JACKSON P.  BROWNING

 

By his daughter, Candace Browning Burch.

Pomona's first town marshal in 1894, Jack Browning was born in South Carolina, August 10, 1865.   Jack Browning and his first wife were married there and had nine children.   After his wife's death, he came to Florida and homesteaded forty acres of land at the south ending of Broward Avenue, adjoining Lake Echo. 

Jack Browning was also a minister of the African Methodist Episcopal or A.M.E. Church and a farm laborer, using mules to harrow the citrus groves in the area. 

At the time when he was marshal, there was a small jail just south of the town.  Those jailed there were usually arrested for drunkenness--given time to sober up--and for stealing chickens. 

Jack Browning’s second wife was Mary E. Pepper Browning, who was born in Palatka, May 17, 1876.  She was a school teacher and taught in Pomona 1903-1905. 

Jack and Mary Browning had five children: Myrtle Browning Thomas who married Fred Thomas, Ida Browning Davis, Susie Browning Burch, Johnnie Browning and Candace Browning Burch who was born in 1911.  Candace now lives in Detroit, Michigan. 

After Mary's death in 1923, Jack married Mrs. Fannie Davis, widow of Jerry Davis.  [Fannie and Jerry Davis were the parents of Ruth Rowe whose memories appear in this book.]  Jack and Fannie Browning had two children: a daughter named Alice and a child who was stillborn. 

One of Jack and Mary's accomplishments was the donation of four acres of their land for the second and present black cemetery.  The first black cemetery was located in a low spot in the Greenville area that became unsuitable because of a rising water table.  Mary was buried in this cemetery--the Mt.  Tamo Cemetery in 1923, at the age of 47 and Jack in 1937 at the age of 92.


- Assignment
How many lines in the records below hold the string "order"? Answer with the number alone.

(Collected data entries)
——

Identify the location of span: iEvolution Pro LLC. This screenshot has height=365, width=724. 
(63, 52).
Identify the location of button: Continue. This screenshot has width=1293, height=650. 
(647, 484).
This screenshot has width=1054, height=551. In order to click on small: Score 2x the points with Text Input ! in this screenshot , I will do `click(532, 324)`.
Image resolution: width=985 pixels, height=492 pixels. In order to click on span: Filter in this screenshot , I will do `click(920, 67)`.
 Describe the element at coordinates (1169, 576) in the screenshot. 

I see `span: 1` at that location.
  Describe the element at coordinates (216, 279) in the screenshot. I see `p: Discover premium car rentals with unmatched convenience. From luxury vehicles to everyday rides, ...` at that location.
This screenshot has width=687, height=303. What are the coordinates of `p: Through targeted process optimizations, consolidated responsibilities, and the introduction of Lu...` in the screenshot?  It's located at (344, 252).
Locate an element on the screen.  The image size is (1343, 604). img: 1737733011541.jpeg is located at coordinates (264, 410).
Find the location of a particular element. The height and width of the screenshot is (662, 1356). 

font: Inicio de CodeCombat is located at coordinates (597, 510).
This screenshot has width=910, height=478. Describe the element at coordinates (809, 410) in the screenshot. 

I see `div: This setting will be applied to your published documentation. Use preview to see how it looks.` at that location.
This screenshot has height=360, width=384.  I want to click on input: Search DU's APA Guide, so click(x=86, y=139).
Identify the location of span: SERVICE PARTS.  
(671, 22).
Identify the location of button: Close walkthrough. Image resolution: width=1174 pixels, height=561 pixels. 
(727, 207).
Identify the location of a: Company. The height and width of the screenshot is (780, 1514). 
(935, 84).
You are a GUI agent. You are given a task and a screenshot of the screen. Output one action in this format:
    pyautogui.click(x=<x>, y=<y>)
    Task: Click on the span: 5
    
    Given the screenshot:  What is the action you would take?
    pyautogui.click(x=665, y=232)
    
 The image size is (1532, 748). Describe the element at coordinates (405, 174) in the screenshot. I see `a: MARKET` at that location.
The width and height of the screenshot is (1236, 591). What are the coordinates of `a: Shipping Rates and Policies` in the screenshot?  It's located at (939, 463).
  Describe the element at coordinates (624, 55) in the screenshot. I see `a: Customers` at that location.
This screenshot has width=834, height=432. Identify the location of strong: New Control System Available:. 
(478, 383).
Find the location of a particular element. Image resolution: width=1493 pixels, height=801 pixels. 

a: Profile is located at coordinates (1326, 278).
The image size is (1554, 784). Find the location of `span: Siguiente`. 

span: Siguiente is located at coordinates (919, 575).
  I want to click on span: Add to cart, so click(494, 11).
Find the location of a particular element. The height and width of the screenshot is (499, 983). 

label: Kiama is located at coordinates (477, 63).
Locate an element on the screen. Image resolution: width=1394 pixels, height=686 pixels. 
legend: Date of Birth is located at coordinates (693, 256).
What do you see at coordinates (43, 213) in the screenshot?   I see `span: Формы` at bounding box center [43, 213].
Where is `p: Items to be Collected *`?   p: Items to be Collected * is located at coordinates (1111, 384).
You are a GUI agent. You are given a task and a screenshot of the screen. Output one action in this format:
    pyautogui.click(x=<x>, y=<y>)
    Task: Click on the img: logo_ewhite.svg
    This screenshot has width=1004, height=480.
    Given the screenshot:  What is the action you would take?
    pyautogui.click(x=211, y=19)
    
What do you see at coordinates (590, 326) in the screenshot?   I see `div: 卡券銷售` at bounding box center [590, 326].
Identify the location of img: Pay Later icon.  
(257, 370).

——

- Solution to this problem
2